Today I learned to keep following my intuition.
TLDR Use woff
, not woff2
for web fonts in email
I had been asked a question by our art director today about using web fonts in an email campaign that was being designed. The company we are designing for has a corporate identity that specifies certain font families. I had already begun to test this back in March so I had an idea of the state of web font support in email clients.
Before I answered him more definitively, I wanted to perform a few tests using our email marketing software — Campaign Monitor — to confirm what could be achieved.
I built a few tests, combining different css
techniques such as @font-face
, @import
and in-lining css
styles. Then I ran them through the Campaign Monitor test suite. I got the best results from @font-face
, embedding the css
into the html
email, and then finally getting Campaign Monitor to in-line the css
styles when the email was being imported. After about 8 separate tests, I could see that Apple Mail and iOS were showing the web fonts, but other email clients that were supposed to (Outlook for Mac, Outlook App, Thunderbird) were not.
I found this article on the Litmus blog that outlined what I already knew. But the interesting part to me was a link to an email campaign that used web fonts (view the email). After a brief bit of html
extraction, I got that email into Campaign Monitor so I could see it tested with my own eyes. It worked as expected. I looked at the html
and it looked very similar in concept to my own tests — it was using Google Fonts, it embedded the @font-face
rules in a style
tag in head
, it in-lined it’s styles on the elements. It did wrap it’s @font-face
in a media query. I tried that with no effect. I scratched my head a little, unsatisfied with not being able to see what the problem difference was. I looked closer — it came down to the number 2…
Reference email @font-face rule
@font-face {
font-family:'Montserrat';
font-style:normal;
font-weight:400;
src:local('Montserrat-Regular'), url(https://fonts.gstatic.com/s/montserrat/v7/zhcz-_WihjSQC0oHJ9TCYL3hpw3pgy2gAi-Ip7WPMi0.woff) format('woff');
}
My @font-face rule
@font-face {
font-family: 'Fira Sans';
font-style: normal;
font-weight: 400;
src: local('Fira Sans Regular'), local('FiraSans-Regular'), url(https://fonts.gstatic.com/s/firasans/v9/va9E4kDNxMZdWfMOD5Vvl4jL.woff2) format('woff2');
}
Although we are using different font families, that was not the problem. The font format was. I was asking for woff2
, but the reference email was asking for woff
. The reason I was using woff2
is I had gotten this css
snippet by pasting https://fonts.googleapis.com/css?family=Fira+Sans
into Chrome. Chrome supports woff2
, behind the scenes Google served me the woff2
. Email clients do not. I ended up using Internet Explorer 11 to get a new css
snippet with the correct link to the woff
file.
The new, correct @font-face rule
@font-face {
font-family: 'Fira Sans';
font-style: normal;
font-weight: 400;
src: local('Fira Sans Regular'), local('FiraSans-Regular'), url(https://fonts.gstatic.com/s/firasans/v9/va9E4kDNxMZdWfMOD5Vvl4jN.woff) format('woff');
}
This css
snippet added support for Outlook on Mac, Thunderbird and Outlook on iOS (well on the iPhone 7…). If I had not kept digging and following that feeling of dissatisfaction, knowing that I was missing something, I would not have learnt more and given a weaker decision to the art director.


PROBLEM TO SOLVE ▸ Work out how many lines in the data below include "loss", then reply with that number only.

PROVIDED INFORMATION ▸
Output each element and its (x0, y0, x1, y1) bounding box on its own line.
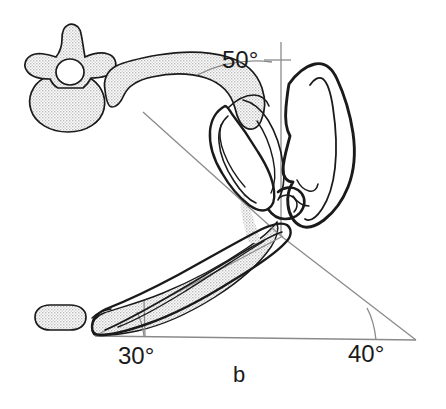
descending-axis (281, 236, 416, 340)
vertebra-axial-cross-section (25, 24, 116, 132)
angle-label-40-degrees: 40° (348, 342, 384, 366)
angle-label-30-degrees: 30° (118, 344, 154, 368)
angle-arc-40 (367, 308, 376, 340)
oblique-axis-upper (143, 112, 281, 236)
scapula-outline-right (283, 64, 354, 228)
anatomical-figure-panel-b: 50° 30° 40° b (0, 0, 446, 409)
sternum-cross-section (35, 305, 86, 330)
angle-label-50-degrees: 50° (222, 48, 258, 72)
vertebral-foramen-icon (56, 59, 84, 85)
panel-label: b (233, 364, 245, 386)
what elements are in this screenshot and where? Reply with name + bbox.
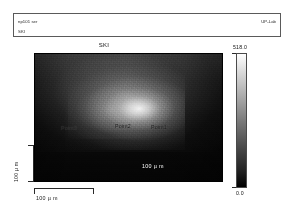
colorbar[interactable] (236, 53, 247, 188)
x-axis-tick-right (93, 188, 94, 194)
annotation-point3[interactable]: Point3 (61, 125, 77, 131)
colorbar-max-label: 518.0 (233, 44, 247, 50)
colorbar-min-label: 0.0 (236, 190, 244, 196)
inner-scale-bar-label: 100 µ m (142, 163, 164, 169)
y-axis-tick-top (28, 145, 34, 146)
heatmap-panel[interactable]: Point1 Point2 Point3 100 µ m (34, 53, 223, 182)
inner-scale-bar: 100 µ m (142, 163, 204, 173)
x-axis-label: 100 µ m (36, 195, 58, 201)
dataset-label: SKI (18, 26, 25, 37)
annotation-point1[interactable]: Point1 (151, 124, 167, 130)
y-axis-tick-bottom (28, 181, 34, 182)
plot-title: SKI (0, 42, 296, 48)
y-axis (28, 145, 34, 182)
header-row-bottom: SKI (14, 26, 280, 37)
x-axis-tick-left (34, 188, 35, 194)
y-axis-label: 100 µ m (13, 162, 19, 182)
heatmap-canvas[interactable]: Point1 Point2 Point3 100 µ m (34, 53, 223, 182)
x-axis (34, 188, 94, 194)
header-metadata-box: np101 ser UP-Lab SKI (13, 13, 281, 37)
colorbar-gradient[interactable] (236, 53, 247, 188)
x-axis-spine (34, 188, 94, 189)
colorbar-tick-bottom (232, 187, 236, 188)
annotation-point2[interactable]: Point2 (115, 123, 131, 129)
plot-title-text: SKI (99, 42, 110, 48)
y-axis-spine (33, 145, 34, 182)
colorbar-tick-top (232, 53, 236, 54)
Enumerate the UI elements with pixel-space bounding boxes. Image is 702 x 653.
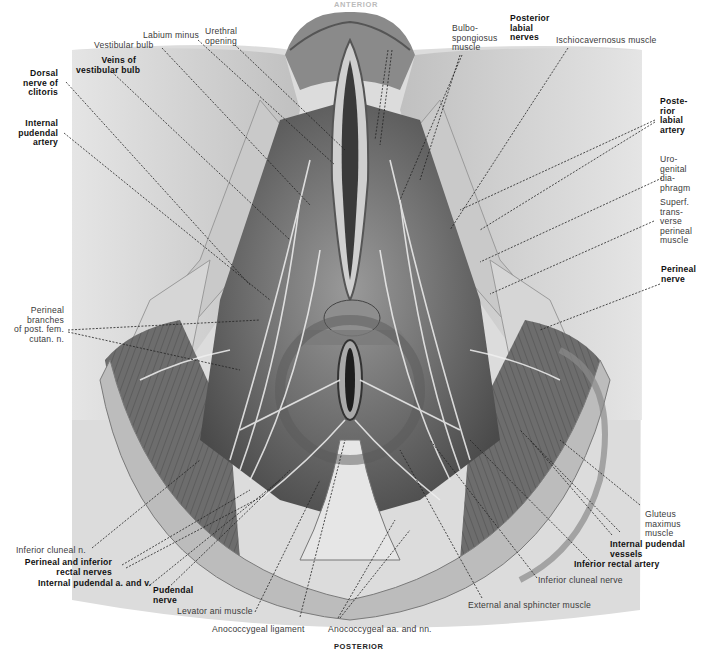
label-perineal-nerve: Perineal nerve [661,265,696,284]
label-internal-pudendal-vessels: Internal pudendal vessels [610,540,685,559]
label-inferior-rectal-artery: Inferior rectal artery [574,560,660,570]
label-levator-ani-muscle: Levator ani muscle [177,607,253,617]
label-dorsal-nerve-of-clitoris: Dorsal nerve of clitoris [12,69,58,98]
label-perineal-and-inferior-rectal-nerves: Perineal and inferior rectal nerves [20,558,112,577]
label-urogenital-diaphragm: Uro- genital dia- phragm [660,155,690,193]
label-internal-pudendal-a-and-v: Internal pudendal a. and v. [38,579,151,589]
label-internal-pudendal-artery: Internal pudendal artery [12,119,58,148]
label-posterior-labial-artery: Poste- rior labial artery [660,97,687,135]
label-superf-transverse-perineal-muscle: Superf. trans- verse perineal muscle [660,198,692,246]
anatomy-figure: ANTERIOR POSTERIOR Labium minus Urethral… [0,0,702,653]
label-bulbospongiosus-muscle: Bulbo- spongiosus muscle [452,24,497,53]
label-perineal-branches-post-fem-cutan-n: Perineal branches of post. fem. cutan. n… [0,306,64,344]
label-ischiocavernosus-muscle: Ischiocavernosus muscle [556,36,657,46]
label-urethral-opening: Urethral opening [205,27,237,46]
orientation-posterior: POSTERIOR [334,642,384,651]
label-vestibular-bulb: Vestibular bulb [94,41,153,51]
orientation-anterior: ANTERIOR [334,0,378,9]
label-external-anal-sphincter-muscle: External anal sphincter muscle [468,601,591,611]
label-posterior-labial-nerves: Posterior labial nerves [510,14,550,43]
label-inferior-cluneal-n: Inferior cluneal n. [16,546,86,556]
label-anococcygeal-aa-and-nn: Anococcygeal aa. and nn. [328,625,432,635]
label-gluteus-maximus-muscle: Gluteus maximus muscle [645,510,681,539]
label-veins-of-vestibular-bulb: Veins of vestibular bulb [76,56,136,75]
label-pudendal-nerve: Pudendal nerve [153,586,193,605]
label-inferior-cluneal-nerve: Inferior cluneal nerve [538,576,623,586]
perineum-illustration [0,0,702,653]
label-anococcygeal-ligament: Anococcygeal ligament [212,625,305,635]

...

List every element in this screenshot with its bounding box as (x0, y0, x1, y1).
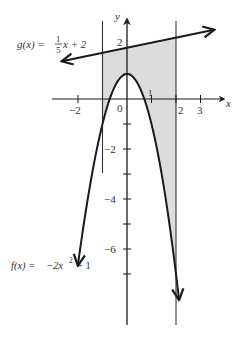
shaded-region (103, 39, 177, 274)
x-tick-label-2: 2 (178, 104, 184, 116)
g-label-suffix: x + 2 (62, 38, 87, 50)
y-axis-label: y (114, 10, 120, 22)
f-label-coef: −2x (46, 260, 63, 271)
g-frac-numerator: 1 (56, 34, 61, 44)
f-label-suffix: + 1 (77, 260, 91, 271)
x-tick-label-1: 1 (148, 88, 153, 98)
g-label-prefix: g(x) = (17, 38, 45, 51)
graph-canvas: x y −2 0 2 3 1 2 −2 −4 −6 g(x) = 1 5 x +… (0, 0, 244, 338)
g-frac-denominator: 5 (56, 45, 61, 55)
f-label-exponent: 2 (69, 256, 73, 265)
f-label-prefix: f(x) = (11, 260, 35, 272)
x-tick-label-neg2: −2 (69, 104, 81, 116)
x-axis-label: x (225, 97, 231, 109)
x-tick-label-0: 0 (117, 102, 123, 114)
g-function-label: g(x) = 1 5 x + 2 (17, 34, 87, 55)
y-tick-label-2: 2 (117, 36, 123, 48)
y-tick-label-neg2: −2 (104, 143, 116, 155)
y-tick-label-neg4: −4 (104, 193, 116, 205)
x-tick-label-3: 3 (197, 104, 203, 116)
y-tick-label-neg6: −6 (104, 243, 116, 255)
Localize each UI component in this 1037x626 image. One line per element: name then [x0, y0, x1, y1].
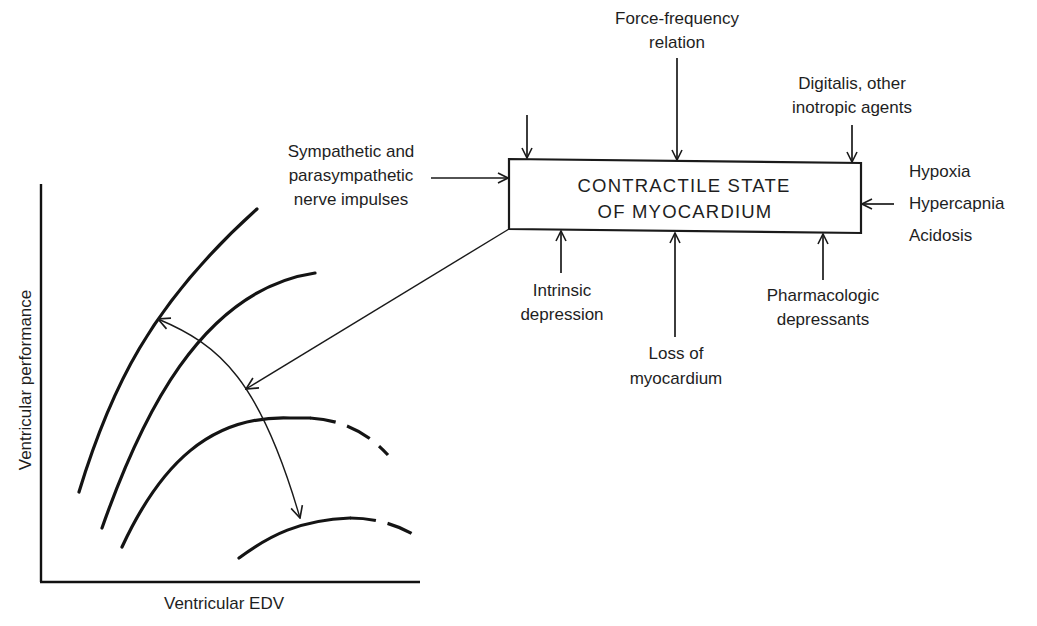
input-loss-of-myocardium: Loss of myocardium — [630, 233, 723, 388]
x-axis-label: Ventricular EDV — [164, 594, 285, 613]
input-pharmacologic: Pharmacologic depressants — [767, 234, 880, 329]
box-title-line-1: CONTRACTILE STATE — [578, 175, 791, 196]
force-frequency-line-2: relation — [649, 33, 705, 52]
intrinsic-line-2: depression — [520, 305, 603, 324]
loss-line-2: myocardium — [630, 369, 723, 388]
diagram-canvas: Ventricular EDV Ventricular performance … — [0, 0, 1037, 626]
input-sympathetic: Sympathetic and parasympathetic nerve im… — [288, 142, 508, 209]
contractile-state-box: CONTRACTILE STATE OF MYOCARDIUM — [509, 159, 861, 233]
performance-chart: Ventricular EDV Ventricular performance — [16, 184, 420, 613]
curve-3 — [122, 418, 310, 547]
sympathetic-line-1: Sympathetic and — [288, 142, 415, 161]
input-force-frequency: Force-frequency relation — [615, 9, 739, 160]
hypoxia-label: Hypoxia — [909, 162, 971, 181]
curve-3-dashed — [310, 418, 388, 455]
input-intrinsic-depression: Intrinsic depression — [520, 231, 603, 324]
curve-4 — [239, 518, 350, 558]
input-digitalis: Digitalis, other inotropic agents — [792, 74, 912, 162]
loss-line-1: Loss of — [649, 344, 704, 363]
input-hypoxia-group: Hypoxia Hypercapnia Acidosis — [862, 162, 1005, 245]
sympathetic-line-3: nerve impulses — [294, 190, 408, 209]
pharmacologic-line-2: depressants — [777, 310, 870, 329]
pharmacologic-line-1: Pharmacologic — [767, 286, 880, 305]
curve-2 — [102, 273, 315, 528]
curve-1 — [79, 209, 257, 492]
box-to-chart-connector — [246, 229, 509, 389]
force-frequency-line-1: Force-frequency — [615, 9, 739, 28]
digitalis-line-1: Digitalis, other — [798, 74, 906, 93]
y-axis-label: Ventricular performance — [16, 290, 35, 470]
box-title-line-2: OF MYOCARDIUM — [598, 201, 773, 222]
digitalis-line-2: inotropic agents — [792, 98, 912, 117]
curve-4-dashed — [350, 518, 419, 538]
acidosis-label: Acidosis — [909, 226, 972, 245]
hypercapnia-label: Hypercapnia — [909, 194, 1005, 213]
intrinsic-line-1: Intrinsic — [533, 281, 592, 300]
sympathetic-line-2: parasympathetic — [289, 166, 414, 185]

* * *

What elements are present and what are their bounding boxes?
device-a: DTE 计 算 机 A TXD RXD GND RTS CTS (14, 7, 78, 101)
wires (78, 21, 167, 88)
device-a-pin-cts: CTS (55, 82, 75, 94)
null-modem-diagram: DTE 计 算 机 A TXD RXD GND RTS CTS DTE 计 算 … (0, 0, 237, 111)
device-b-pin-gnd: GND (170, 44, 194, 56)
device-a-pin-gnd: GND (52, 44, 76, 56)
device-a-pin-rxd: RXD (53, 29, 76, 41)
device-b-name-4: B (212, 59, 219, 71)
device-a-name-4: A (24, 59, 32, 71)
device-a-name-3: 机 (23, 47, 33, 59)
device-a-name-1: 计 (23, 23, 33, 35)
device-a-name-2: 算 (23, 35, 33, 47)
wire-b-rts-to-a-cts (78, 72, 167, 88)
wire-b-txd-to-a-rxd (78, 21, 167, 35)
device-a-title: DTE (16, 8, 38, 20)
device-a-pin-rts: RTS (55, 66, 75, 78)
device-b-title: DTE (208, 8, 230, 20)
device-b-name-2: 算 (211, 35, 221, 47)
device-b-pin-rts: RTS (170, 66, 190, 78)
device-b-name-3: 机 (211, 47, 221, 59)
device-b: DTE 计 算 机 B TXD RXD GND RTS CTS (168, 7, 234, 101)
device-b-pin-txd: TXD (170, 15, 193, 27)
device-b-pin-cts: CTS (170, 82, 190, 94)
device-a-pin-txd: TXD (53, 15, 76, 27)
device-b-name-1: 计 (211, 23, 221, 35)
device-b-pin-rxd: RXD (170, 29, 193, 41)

WRITTEN SOLUTION ▸ 3